The 20% faster quoted on the HD boxes is a bit optimistic and not fully realized by typical users doing typical tasks.

Pariah, mind posting a KB article or some tweaking article that describes this write-through caching performance issue for us? I was not aware of this issue and probably need to check and correct it?

techfuzz
 
I'm not sure if there is an article, as I don't know if MS acknowledges this as a bug. There are a couple of huge threads on this on the StorageReview messageboard.

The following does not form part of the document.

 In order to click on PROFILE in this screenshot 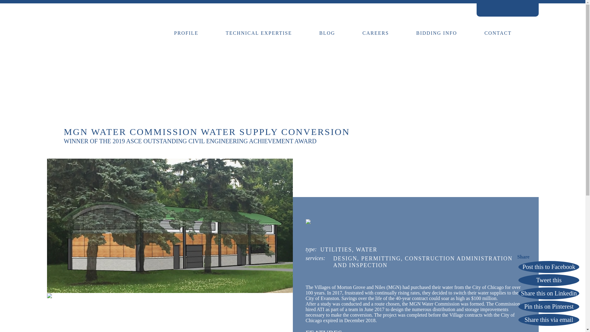, I will do `click(186, 33)`.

Edit: I couldn't find anything in KB. I don't think this is a bug though as MS did it intentionally knowing the consequences. According to the folks over at SR, you can fix the problem by converting discs to dynamic discs.
 
For this reason WinXP and Win2k+SP3 default to write-through caching which performs the write as soon as the request is sent
This is not so. At least with xp. It is very clear whenever I unrar a file that the write back cache size limit on XP is about 40MB. After that, XP begins committing the cache. If any OS used no write back caching at all, disk writes would be mind bogglingly slow. I've read the storagereview threads and XP only has write through caching for disk metadata. The size of the write cache is much bigger (unlimited?) if the performance options on the computer are set to optimize for system cache.
 
Pariah,

I reread your response and I must see that I missed your statement about SCSI drives being affected, but no indication of IDE. After reading some articles over at SR I finally reread your post and it made sense. I was beginning to wonder what I was missing. Doesn't apply to me at all I don't believe since I thought we were talking only about IDE. My bad...

techfuzz
 
thanks for the reponses all.


Pariah,

Is converting the disk to dynamic disk essentially using WIN XP's software based RAID? Also would the write-back caching apply in a IDE RAID scenario? I'm using IDE raid with a controller card.